This article examines the origins and culture of the U.S. Border Patrol, arguing that its history and structure have fostered aggressive, militarized practices and weak accountability. These longstanding patterns of abuse are now becoming more visible as the agency’s operations expand beyond the border. 

Groups like WOLA (Washington Office on Latin America) and the Southern Border Communities Coalition (SBCC) have been tracking these violent (and sometimes deadly) incidents for years. WOLA’s database identifies a whopping 455 cases of alleged abusive agent conduct just from 2020 to 2024. SBCC has tracked fatal encounters with the Border Patrol since 2010; it has found 364 lives lost. Alex Pretti is the most recent name on the list.

Thomas Mockaitis, a professor of history at DePaul University, studies violent extremism and military history across the world.
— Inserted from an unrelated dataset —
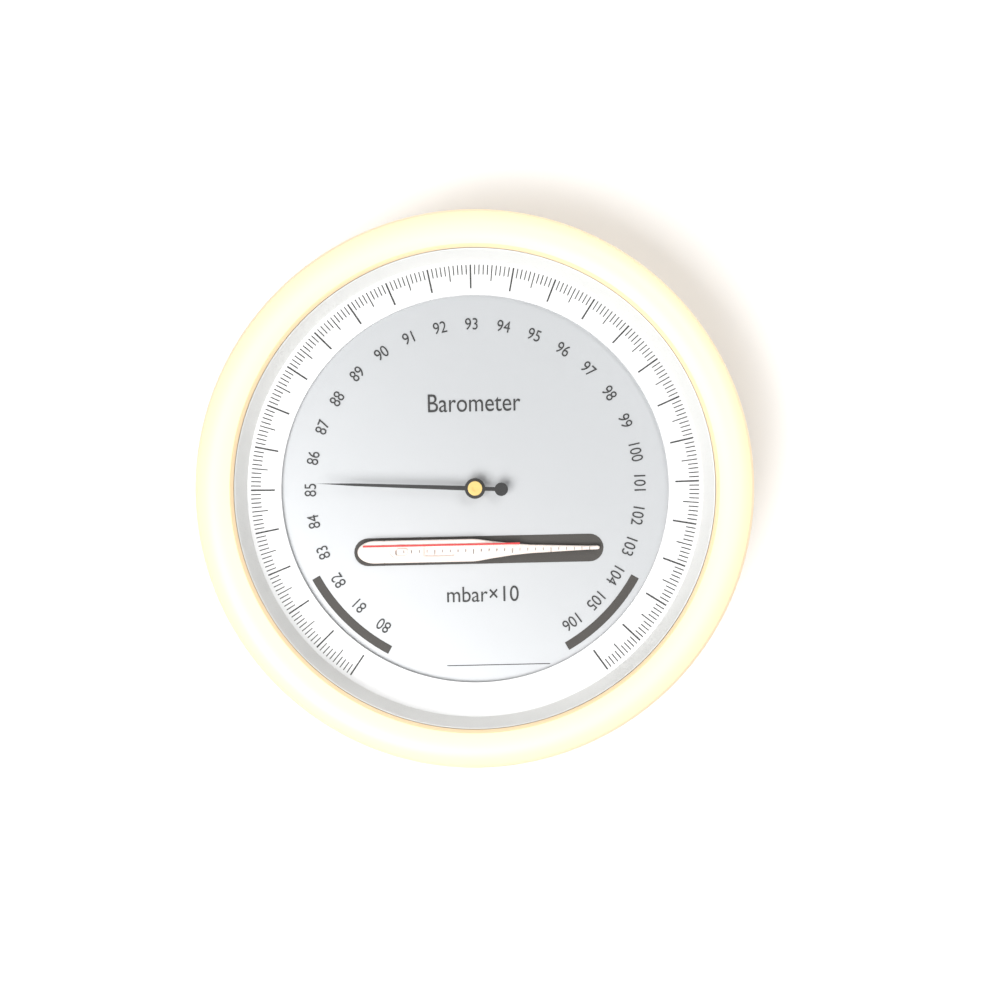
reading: 85.2 mbar×10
He described the Border Patrol as a paramilitary force comparable to the Praetorian Guard of ancient Rome, the B Specials in Northern Ireland, or the Stasi in East Germany.

News Article

This op-ed recently published in Cleveland.com by Dr Gina Pérez, a cultural anthropologist and professor of Comparative American Studies at Oberlin College, examines a rethoric weaponized by structures of power to defame the ones they murder.  She highlights parallels between the Reagen administration's reaction to the assasination of four women missioners who were murdered in El Salvador in December 1980 and the current administration's response to the killings of Renee Good and Alex Pretti in Minneapolis. 
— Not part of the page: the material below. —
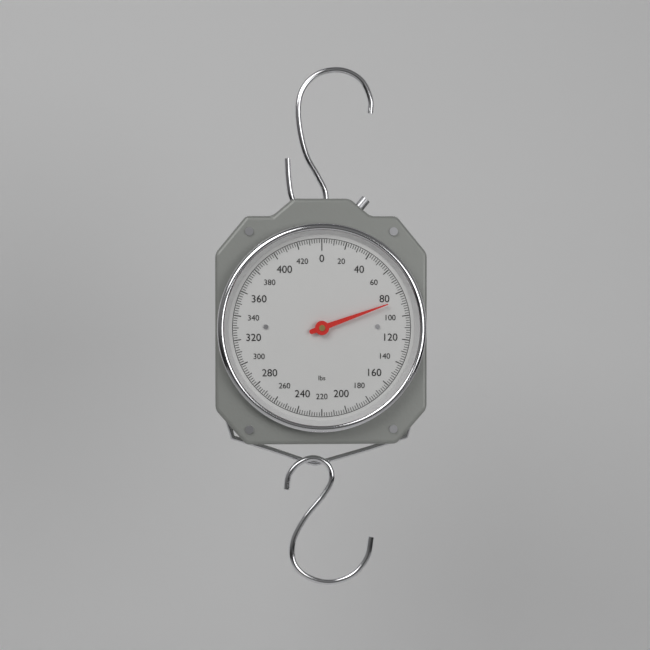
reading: 86 lbs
If the rhetoric of Jeane Kirkpatrick, a top foreign policy adviser to President Reagan, sounds familiar ("the nuns were not just nuns; the nuns were also political activists"), it's because we're hearing it again in the discrediting trash-talk from the White House aboutu Renee Good and Alex Pretti ("domestic terrorists").

News Article

This aricle published in The Guardian gives insight on what consequences the pardoning of convicted drug smuggler and former president of Honduras Juan Orlando Hernandez might have on enviromental defenders in Honduras.  Impunity for violent crimes committed against environmental defenders gives a green light to would-be assassins. In February 2025, an environmental defender in the central department of Comayagua, Juan Bautista, and his son were ambushed and killed, with their bodies dismembered and discarded in a canyon. These were just two of at least 155 murders of land and environmental defenders in Honduras documented by Global Witness between 2012 and 2024, the vast majority unresolved.

In response to Trump's pardon of Juan Orlando Hernández, one environmental defender noted: “There is a sense that the brakes are off again. People feel exposed.”